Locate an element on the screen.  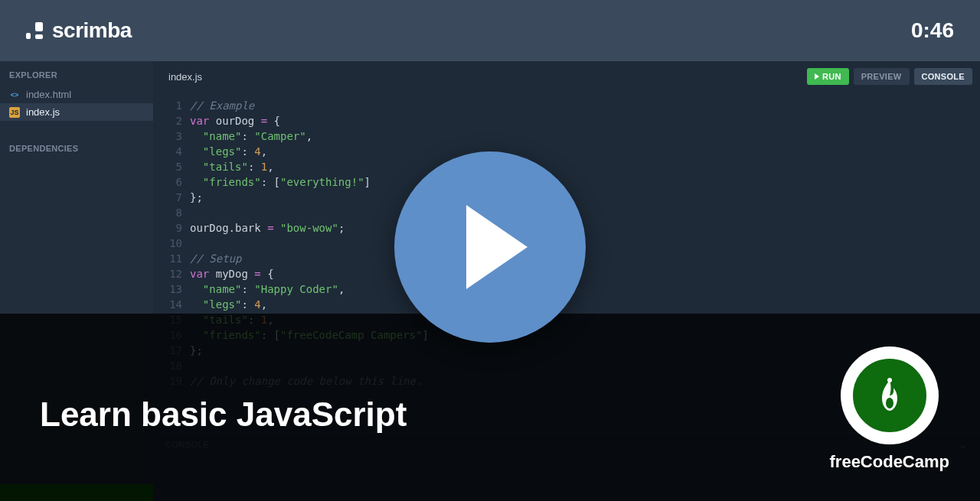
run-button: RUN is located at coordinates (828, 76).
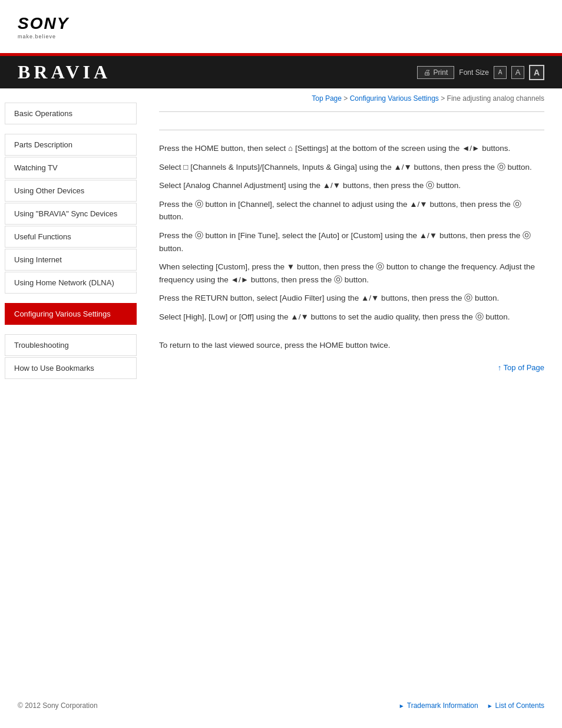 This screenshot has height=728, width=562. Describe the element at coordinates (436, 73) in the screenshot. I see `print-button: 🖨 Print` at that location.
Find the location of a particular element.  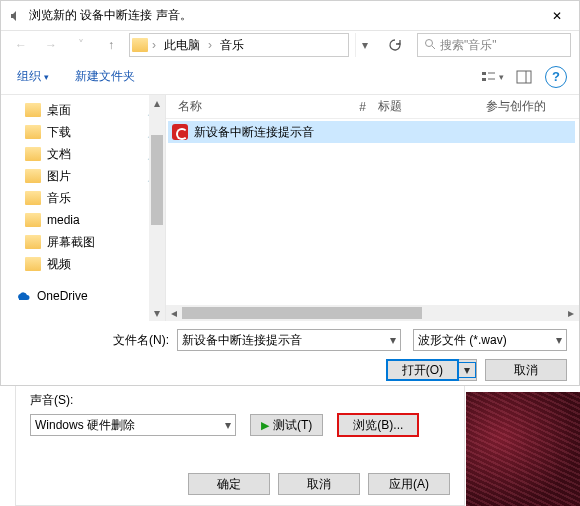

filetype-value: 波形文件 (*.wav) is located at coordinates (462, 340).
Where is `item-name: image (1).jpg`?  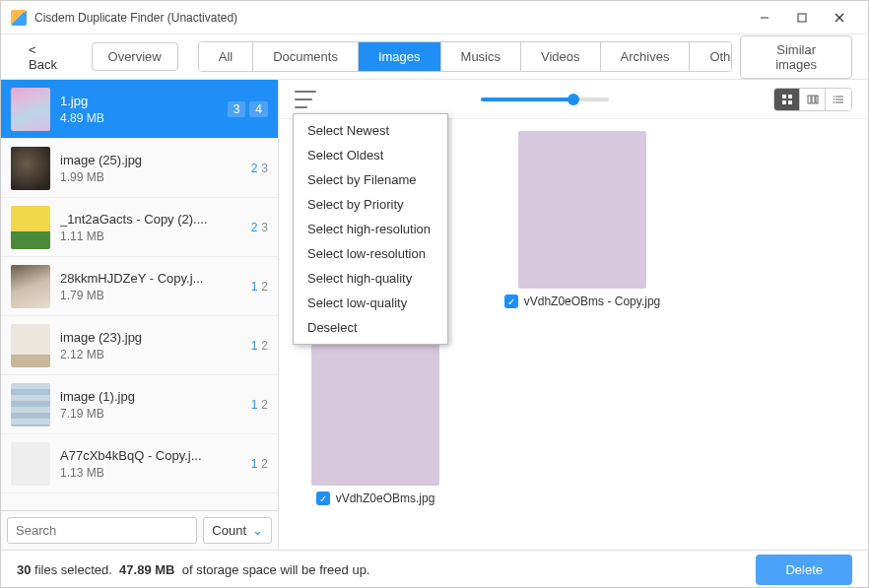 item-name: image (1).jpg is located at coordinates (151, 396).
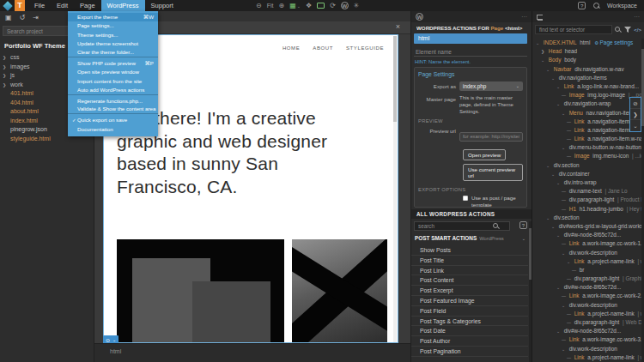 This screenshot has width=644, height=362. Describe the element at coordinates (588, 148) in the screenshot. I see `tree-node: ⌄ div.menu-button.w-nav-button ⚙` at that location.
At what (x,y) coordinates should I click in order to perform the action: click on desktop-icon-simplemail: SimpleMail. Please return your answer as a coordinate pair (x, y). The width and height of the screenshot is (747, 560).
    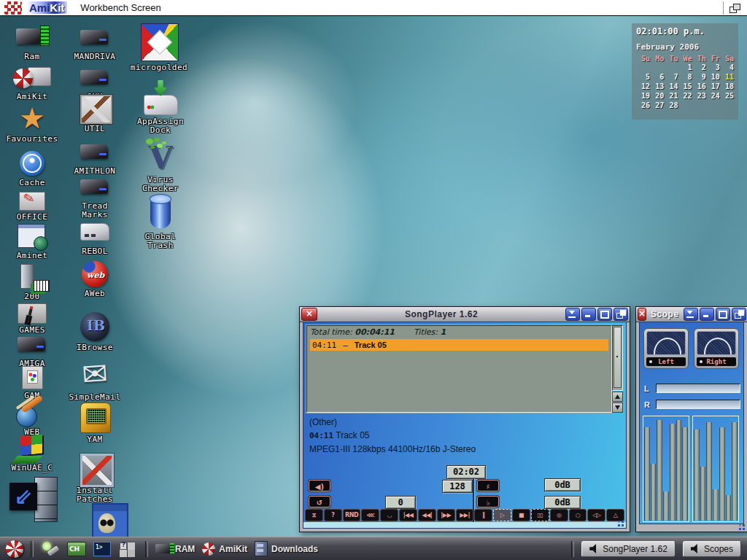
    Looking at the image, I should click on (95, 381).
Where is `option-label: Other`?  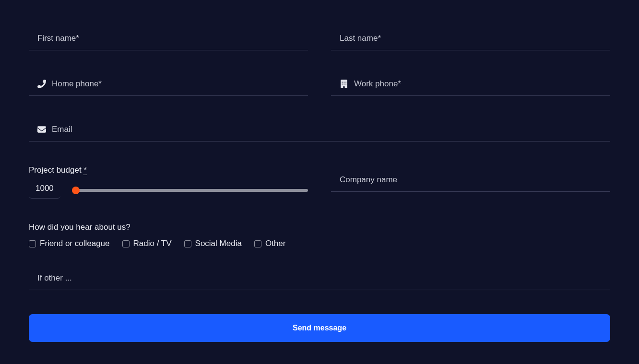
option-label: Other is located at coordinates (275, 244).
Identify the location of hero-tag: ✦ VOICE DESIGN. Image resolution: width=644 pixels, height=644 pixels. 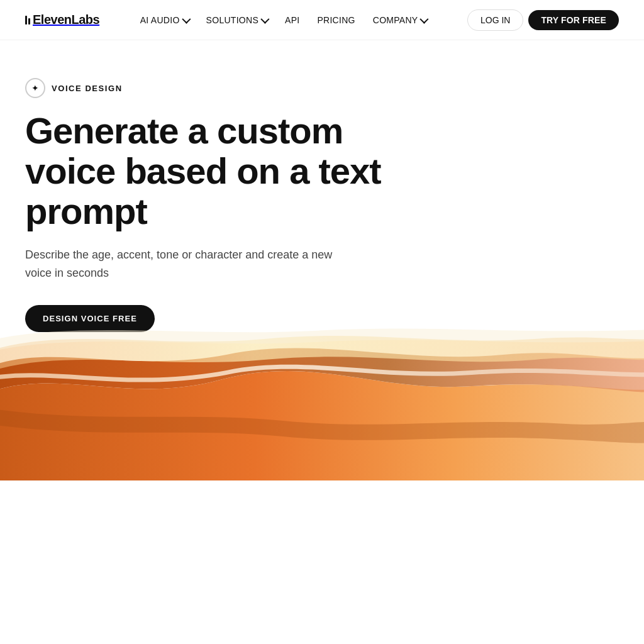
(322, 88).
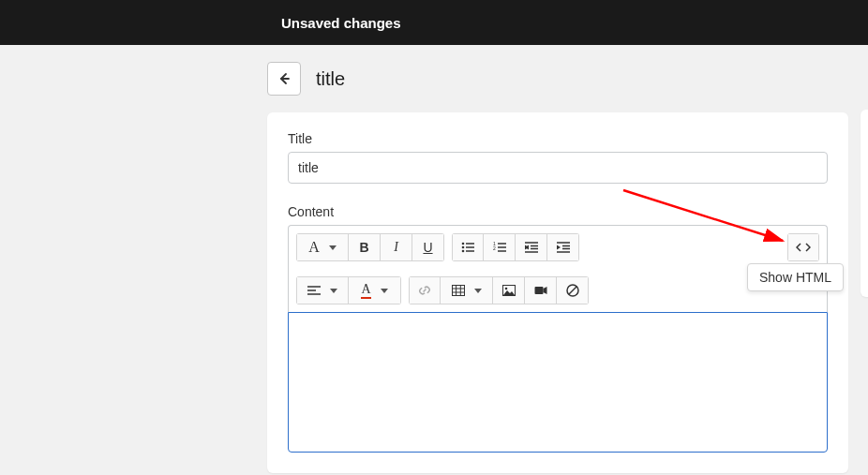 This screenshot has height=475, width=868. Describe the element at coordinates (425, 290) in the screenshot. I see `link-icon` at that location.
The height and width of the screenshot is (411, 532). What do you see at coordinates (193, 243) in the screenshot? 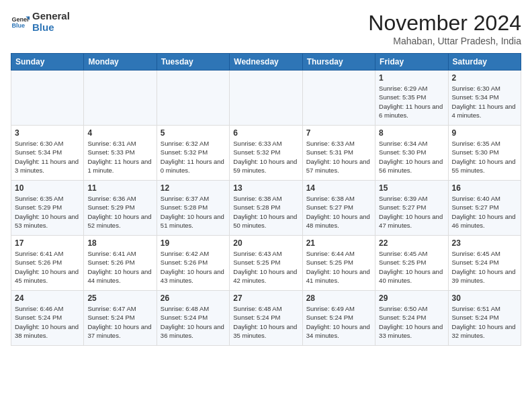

● ● ●

Work to complete:
No pictures should appear in the copy; write out exactly the lines from the one containing "At what (x,y)" through the end of the material.

Exercise output:
At what (x,y) coordinates should I click in order to perform the action: click on desktop-icon-simplemail: SimpleMail. Please return your answer as a coordinate pair (x, y). The width and height of the screenshot is (747, 560).
    Looking at the image, I should click on (95, 381).
Where is `option-label: Other`?  
option-label: Other is located at coordinates (275, 244).
Identify the location of hero-tag: ✦ VOICE DESIGN. Image resolution: width=644 pixels, height=644 pixels. 
(322, 88).
 This screenshot has height=475, width=868. Describe the element at coordinates (425, 290) in the screenshot. I see `link-icon` at that location.
The height and width of the screenshot is (411, 532). What do you see at coordinates (193, 243) in the screenshot? 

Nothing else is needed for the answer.